3
votes

I'm working with NSXMLParser and parsing a number of .xml file in the same class by calling the below method.

[[NSURLCache sharedURLCache] setMemoryCapacity:0];
[[NSURLCache sharedURLCache] setDiskCapacity:0];

NSString *xmlPath = [[NSBundle mainBundle] pathForResource:@"Accessory" ofType:@"xml"];
NSData *xmlData = [NSData dataWithContentsOfFile:xmlPath];

xmlParser = [[NSXMLParser alloc] initWithData:xmlData];
xmlParser.delegate=self;
[xmlParser parse];

also i have deallocated the parser delegate in dealloc method and also released its memory by calling :-

[xmlParser setDelegate:nil];
[xmlParser release];

- (void)dealloc
{
    [xmlParser dealloc];
    [super dealloc];
}

The application is still crashing after parsing two or three xml files in a row. What i'm missing here. Any suggestions would be appreciated. Thanks in advance.

3
What does say Instruments & Leaks?Larme
What reason is given when your application crashes?Tommy
Thank you for your reply!! I have tried with instruments and it shows the alert for allocating the dictionaries that are filling out of xml file for further use in my app. I have also used autorelease for their memory deallocation. But still getting the same issue.Jasveer

3 Answers

2
votes

You cannot be using ARC as calling [super dealloc] would cause a compiler error, so I believe the issue is because you don't use a setter when storing xmlParser. If that code is called multiple times then previously-held references to the NSXMLParser objects would be leaked as you simply abandon them.

The best solution is to ensure xmlParser is a property (a private one declared in the implementation file) and that you call its setter with:

self.xmlParser = [[[NSXMLParser alloc] initWithData:xmlData] autorelease];

and this in dealloc:

self.xmlParser = nil;

removing:

[xmlParser dealloc];

The auto-generated setter will ensure previous references are safely released, stopping the leaks.

1
votes

You your project is ARC enabled then no need to call [xmlParser dealloc] explicitly. Just call:

[xmlParser setDelegate:nil];
xmlParser = nil;

Remove this line from dealloc.

[xmlParser dealloc];
0
votes

You're loading the whole file into RAM at once with +[NSData dataWithContentsOfFile:]. In addition to that the NSData instance you're getting is autoreleased. I.e. it might hang around after you're done.

So you better use initWithContentsOfFile: instead. To further save on memory, you can map the file by passing the option NSDataReadingMappedAlways or NSDataReadingMappedIfSafe.

Alternatively try using a stream for the file contents. So create your parser with -[NSXMLParser initWithStream:].

We don't know what objects you're creating in the delegate. They might be eating up all the memory.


What you will do — Return each line below exactly as it reads, and omit any image in it.

[Website and app data records]
--
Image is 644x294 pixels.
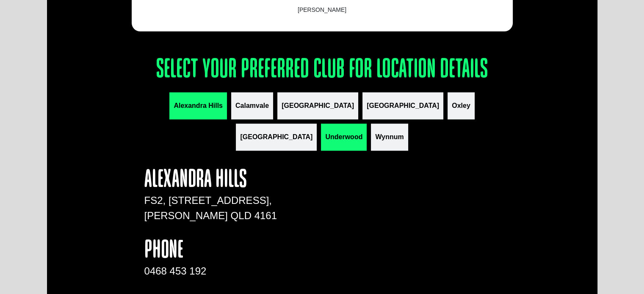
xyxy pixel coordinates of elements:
[174,101,223,111] span: Alexandra Hills
[144,239,278,264] h4: phone
[282,101,354,111] span: [GEOGRAPHIC_DATA]
[144,168,278,193] h4: Alexandra Hills
[452,101,470,111] span: Oxley
[235,101,269,111] span: Calamvale
[144,193,278,224] p: FS2, [STREET_ADDRESS], [PERSON_NAME] QLD 4161
[367,101,439,111] span: [GEOGRAPHIC_DATA]
[131,57,513,84] h3: Select your preferred club for location details
[240,132,312,143] span: [GEOGRAPHIC_DATA]
[325,132,362,143] span: Underwood
[375,132,404,143] span: Wynnum
[144,264,278,279] div: 0468 453 192
[149,5,496,15] span: [PERSON_NAME]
--
Response to this exercise —
Image is 644x294 pixels.
xyxy pixel coordinates of elements:
[174,101,223,111] span: Alexandra Hills
[144,239,278,264] h4: phone
[282,101,354,111] span: [GEOGRAPHIC_DATA]
[144,168,278,193] h4: Alexandra Hills
[452,101,470,111] span: Oxley
[235,101,269,111] span: Calamvale
[144,193,278,224] p: FS2, [STREET_ADDRESS], [PERSON_NAME] QLD 4161
[367,101,439,111] span: [GEOGRAPHIC_DATA]
[131,57,513,84] h3: Select your preferred club for location details
[240,132,312,143] span: [GEOGRAPHIC_DATA]
[325,132,362,143] span: Underwood
[375,132,404,143] span: Wynnum
[144,264,278,279] div: 0468 453 192
[149,5,496,15] span: [PERSON_NAME]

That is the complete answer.